Anyone unknowingly using a charger designed for 14S on a 13S pack IMO should get a different hobby.

I never fully trust any charger, even if they cost thousands

always check Volts & Amps, with known-good instruments separate from anything "built in" to any device

ideally every charge cycle.

Over reliance on a BMS is worse than doing without one.
 
docw009 said:
You bypass the overvoltage circuits behind the charging port when you come in via the output port. The hoverboard makers were doing that in 2017. With 100K units out in homes, all you needed were a few dozen chargers to go over voltage and cause a rash of exploding batteries. I believe they fixed it by switching to a single port BMS.

Having overvoltage protection saved my bacon when I was shipped a 52V battery/charger in 2016 by mistake when I ordered 48V. The 52V charger lived in my garage for a year, charging my 48V packs too. I eventually bought a 52V pack on purpose, and now I had to look at my chargers. One day I found I had two of them? Wow.

FInally, thru pilot error, I did connect a 48V charger to the output of a 36V pack. I did not burn my garage dowm, but I had to chuck the battery in a pail of water to kill it when I came back. It was so hot.
Thanks, DW; probably I'm safe since only charging to 80% and checked the output of the charger which was accurate.
 
john61ct said:
Wow!

13S 46.8-48.1Vnom, 52-54.6Vch

14S 50.4-51.8Vnom, 56-58.8Vch

Anyone unknowingly using a charger designed for 14S on a 13S pack IMO should get a different hobby.

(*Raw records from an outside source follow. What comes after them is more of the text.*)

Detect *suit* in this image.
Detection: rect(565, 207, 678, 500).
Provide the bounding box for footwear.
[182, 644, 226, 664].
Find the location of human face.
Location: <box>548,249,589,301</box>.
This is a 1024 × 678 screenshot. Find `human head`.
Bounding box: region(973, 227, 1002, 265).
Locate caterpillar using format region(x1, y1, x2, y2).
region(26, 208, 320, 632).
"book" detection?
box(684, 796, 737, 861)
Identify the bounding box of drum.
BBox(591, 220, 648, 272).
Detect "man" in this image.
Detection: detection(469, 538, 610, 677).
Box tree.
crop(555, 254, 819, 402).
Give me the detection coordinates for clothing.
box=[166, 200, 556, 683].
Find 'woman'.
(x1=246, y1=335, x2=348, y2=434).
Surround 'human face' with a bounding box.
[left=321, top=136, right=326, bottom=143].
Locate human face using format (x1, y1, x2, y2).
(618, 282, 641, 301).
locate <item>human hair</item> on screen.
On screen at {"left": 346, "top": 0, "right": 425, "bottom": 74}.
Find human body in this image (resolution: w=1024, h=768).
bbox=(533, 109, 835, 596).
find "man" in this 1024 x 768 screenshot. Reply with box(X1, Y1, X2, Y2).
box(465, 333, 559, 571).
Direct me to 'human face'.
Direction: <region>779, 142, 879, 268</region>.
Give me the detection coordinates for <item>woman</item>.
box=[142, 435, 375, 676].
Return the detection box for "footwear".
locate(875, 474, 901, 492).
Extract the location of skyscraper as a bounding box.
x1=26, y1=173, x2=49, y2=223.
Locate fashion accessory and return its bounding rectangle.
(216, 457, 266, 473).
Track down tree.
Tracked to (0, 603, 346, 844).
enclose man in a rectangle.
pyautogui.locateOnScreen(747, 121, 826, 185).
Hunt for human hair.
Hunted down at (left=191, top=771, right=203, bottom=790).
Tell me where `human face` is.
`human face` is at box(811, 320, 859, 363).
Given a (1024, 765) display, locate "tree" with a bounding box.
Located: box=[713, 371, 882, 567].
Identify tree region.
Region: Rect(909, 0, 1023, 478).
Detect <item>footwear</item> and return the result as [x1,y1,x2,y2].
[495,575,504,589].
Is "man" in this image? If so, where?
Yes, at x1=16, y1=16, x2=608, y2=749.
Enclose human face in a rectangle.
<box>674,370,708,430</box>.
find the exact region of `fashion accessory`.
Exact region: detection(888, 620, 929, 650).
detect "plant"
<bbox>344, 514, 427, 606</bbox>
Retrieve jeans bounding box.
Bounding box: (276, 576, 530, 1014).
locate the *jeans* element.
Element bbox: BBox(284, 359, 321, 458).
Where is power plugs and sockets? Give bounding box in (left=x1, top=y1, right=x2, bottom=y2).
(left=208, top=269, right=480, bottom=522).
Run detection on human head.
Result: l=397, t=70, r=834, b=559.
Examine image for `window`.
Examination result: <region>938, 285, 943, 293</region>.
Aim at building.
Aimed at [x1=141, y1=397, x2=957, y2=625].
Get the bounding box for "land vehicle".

I never fully trust any charger, even if they cost thousands

always check Volts & Amps, with known-good instruments separate from anything "built in" to any device

ideally every charge cycle.

Over reliance on a BMS is worse than doing without one.
Thanks again; checked the output of the charger when I received it and it was correct. Plus, by charging to 80%, probably safe. Reconfigured system so the mistake can't be repeated. All things considered will charge battery outside and store it "safely".